Trump Adviser Lied About Not Knowing Atlantic Editor in Group Chat
Here’s photo proof National Security Adviser Mike Waltz was lying about not knowing Jeffrey Goldberg.

Republicans have been caught in yet another lie about the war plans group chat.
After The Atlantic reported Monday that members of Trump’s Cabinet discussed U.S. military plans in a Signal chat that accidentally included The Atlantic’s editor in chief, Jeffrey Goldberg, White House national security adviser Michael Waltz, who is being blamed for adding Goldberg to the group, claimed he has never met the journalist. He’s lying, and there’s a photo to prove it.
“There’s a lot of journalists in this city who have made big names for themselves making up lies about this president,” Waltz told reporters Tuesday. “Whether it’s the Russia hoax or making up lies about Gold Star families, and this one in particular I’ve never met, don’t know, never communicated with, and we are looking into and reviewing how the heck he got into this room,” Waltz said, referring to Goldberg.
“Wouldn’t know him if I bumped into him, if I saw him in a police lineup,” Waltz maintained again in a Fox News interview later that evening.
But Lawfare editor Anna Bower shared an image on X Wednesday of Waltz and Goldberg standing next to each other at an event at the French Embassy in 2021. “The event Waltz attended—a Q&A with a French filmmaker—was moderated by Goldberg,” Bower writes.

In The Atlantic’s original report, Goldberg wrote that he has met Waltz before, though he didn’t specify where.
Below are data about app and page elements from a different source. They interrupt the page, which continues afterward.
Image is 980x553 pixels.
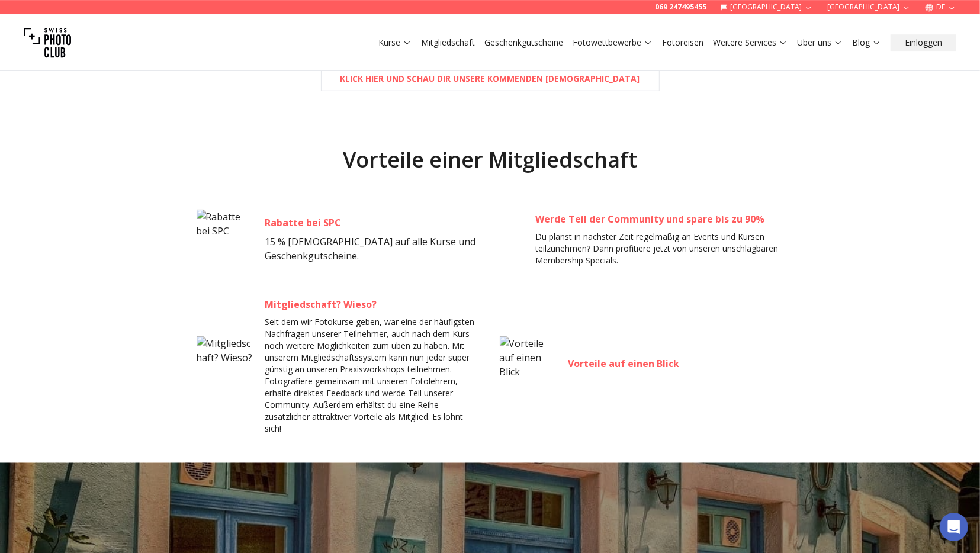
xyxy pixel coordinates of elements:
[480,34,568,51] button: Geschenkgutscheine
[500,346,559,404] img: Vorteile auf einen Blick
[940,513,968,541] div: Open Intercom Messenger
[265,326,481,444] p: Seit dem wir Fotokurse geben, war eine der häufigsten Nachfragen unserer Teilnehmer, auch nach de...
[417,34,480,51] button: Mitgliedschaft
[321,66,660,91] a: Klick hier und schau dir unsere kommenden [DEMOGRAPHIC_DATA]
[658,34,709,51] button: Fotoreisen
[569,366,680,380] h3: Vorteile auf einen Blick
[568,34,658,51] button: Fotowettbewerbe
[265,240,476,267] span: 15 % [DEMOGRAPHIC_DATA] auf alle Kurse und Geschenkgutscheine.
[852,37,881,49] a: Blog
[797,37,843,49] a: Über uns
[891,34,956,51] button: Einloggen
[379,37,411,49] a: Kurse
[709,34,793,51] button: Weitere Services
[662,37,704,49] a: Fotoreisen
[421,37,475,49] a: Mitgliedschaft
[374,34,417,51] button: Kurse
[197,148,784,172] h2: Vorteile einer Mitgliedschaft
[655,3,706,12] a: 069 247495455
[485,37,563,49] a: Geschenkgutscheine
[713,37,788,49] a: Weitere Services
[569,210,784,238] h3: Werde Teil der Community und spare bis zu 90%
[265,306,481,321] h3: Mitgliedschaft? Wieso?
[265,220,481,234] h3: Rabatte bei SPC
[197,346,256,404] img: Mitgliedschaft? Wieso?
[500,214,559,274] img: Werde Teil der Community und spare bis zu 90%
[793,34,847,51] button: Über uns
[847,34,886,51] button: Blog
[573,37,652,49] a: Fotowettbewerbe
[24,19,71,66] img: Swiss photo club
[341,73,640,85] b: Klick hier und schau dir unsere kommenden [DEMOGRAPHIC_DATA]
[197,214,256,274] img: Rabatte bei SPC
[569,243,784,278] p: Du planst in nächster Zeit regelmäßig an Events und Kursen teilzunehmen? Dann profitiere jetzt vo...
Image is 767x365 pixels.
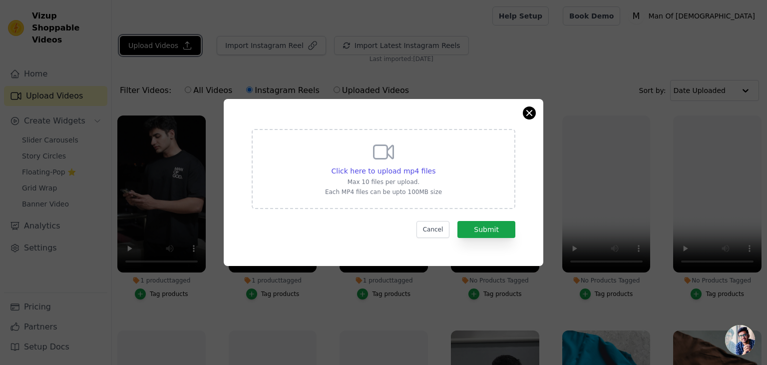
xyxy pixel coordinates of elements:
[325,178,442,186] p: Max 10 files per upload.
[458,221,516,238] button: Submit
[417,221,450,238] button: Cancel
[725,325,755,355] a: Open chat
[325,188,442,196] p: Each MP4 files can be upto 100MB size
[332,167,436,175] span: Click here to upload mp4 files
[524,107,536,119] button: Close modal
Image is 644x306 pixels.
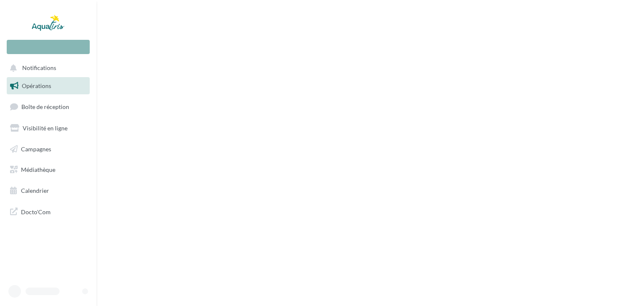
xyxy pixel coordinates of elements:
[21,145,51,152] span: Campagnes
[5,98,91,115] a: Boîte de réception
[21,103,69,110] span: Boîte de réception
[22,82,51,89] span: Opérations
[5,161,91,179] a: Médiathèque
[5,119,91,137] a: Visibilité en ligne
[23,125,68,132] span: Visibilité en ligne
[21,187,49,194] span: Calendrier
[22,64,56,71] span: Notifications
[5,77,91,94] a: Opérations
[21,166,55,173] span: Médiathèque
[5,203,91,221] a: Docto'Com
[6,40,90,54] div: Nouvelle campagne
[5,182,91,200] a: Calendrier
[5,141,91,158] a: Campagnes
[21,206,50,217] span: Docto'Com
The messages in the chat with Waltz, which also included Vice President JD Vance, Defense Secretary Pete Hegseth, and Director of National Intelligence Tulsi Gabbard, contained sensitive details about the timing of an American airstrike and location of missile strikes against the Houthis in Yemen.
Like Waltz, the rest of the GOP has desperately tried to downplay the incident, spewing a number of lies to smear The Atlantic’s credibility. The White House claimed that no “classified information” or “war plans” were shared in the group chat, despite Hegseth revealing the exact timing of the airstrikes and U.S. aircraft used ahead of time.
It’s a colossal slipup, and Trump’s team is trying to lie its way through it.